President Xi Jinping, for example, insisted on sitting at the head of the table in his brief 35-minute meeting with Blinken, casting the senior US diplomat in a decidedly subservient light. No sooner had Blinken left the country than US President Joe Biden referred to the Chinese leader as a dictator, further inflaming China’s sensitivities.
Such an approach no longer works because diplomacy derives its legitimacy from domestic politics. On the US side, poisonous anti-China sentiment tied Blinken’s hands long before he set foot in Beijing. US Representative Mike Gallagher, the Republican chairman of the new House Select Committee on China, has the audacity to blame the country’s China problem on engagement, arguing on CNBC and in The Wall Street Journal that “engagement invariably leads to appeasement in the face of foreign aggression”.
Unfortunately, Gallagher speaks for a strident anti-China Washington consensus that left Blinken with few options. Bipartisan support of such an extreme view all but ruled out any creative US diplomacy.
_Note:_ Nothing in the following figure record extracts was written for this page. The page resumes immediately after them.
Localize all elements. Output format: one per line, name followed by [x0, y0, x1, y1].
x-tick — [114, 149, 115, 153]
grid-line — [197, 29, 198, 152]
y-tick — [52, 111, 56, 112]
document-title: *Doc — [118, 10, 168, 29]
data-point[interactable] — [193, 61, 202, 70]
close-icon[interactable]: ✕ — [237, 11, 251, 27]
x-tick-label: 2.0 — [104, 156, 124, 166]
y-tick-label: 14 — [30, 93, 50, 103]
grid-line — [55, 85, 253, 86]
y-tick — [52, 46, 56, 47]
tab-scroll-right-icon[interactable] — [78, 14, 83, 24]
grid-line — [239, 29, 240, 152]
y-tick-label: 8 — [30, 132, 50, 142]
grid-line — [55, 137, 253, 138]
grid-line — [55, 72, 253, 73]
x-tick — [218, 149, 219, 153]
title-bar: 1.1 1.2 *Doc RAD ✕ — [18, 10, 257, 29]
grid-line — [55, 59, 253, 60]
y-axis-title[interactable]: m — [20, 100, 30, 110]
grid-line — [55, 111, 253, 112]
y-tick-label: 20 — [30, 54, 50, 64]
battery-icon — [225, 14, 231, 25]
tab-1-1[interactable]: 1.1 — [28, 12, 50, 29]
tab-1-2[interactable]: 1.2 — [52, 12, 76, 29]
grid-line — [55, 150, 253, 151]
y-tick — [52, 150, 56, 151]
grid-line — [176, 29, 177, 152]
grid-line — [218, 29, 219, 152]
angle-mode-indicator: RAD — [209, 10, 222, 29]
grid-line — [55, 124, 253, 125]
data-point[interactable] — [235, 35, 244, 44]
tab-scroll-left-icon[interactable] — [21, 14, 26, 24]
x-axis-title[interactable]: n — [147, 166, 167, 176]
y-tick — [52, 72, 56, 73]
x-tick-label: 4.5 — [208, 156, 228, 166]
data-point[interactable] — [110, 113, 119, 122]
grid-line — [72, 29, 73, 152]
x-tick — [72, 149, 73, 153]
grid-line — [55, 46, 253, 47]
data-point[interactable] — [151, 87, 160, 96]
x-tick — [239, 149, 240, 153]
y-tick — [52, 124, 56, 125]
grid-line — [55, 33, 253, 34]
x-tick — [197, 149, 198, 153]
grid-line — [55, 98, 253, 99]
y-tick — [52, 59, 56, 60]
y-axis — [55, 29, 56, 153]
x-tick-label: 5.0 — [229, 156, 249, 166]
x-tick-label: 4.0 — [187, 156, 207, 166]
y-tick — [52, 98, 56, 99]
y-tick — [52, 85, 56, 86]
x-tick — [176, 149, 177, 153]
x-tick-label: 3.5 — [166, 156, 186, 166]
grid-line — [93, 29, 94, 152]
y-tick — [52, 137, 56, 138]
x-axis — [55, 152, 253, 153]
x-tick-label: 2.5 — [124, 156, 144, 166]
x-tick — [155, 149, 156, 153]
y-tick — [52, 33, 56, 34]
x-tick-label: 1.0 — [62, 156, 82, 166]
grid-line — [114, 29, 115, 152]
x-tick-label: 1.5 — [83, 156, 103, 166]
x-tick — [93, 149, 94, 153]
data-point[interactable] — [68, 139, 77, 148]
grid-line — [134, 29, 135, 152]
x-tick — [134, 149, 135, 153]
Representative Mike Gallagher of Wisconsin listens during a hearing of a special House committee dedicated to countering China on Capitol Hill in Washington on February 28. Photo: AP
Despite its one-party system, domestic political considerations are equally important in China. The legitimacy of Xi’s power rests on his so-called Chinese dream, which promises “the great rejuvenation of the Chinese nation”. Yet without sustained economic growth, Xi risks breaking that promise and facing a wave of public and Communist Party anger.
That makes a growth shortfall in China especially of concern. While a widely expected stimulus could alleviate near-term pressures on the economy, the confluence of demographic and productivity headwinds is far more problematic for medium- to longer-term growth prospects. Add to that the foregone growth that comes from ongoing conflict with the US and its allies and there can be little doubt that Chinese politics are tightly constrained by the country’s mounting “rejuvenation deficit”.
Fragile egos only exacerbate the problem. Rhetorical miscues, stagecraft and name-calling all get blown out of proportion. When leaders lack the tough skin required for conflict resolution, the hair-trigger reactions of personalised diplomacy backfire.
A new approach is urgently needed. Shifting to a more institutionalised model of engagement would take conflict resolution out of the hands of hyperreactive, politically constrained leaders. That means reworking the architecture of US-China engagement to be more process-oriented, incorporating greater technical expertise at the working-group level and focusing more on a strategy of mutual problem-solving.
My proposal for a US-China secretariat goes well beyond earlier attempts at institutional engagement – namely, the Strategic and Economic Dialogue and the Joint Commission on Commerce and Trade. Both efforts failed to prevent the current conflict before being cancelled by the Trump administration, and Biden has opted not to resuscitate the initiatives. But that is because they didn’t go far enough in providing a permanent, robust framework for relationship management.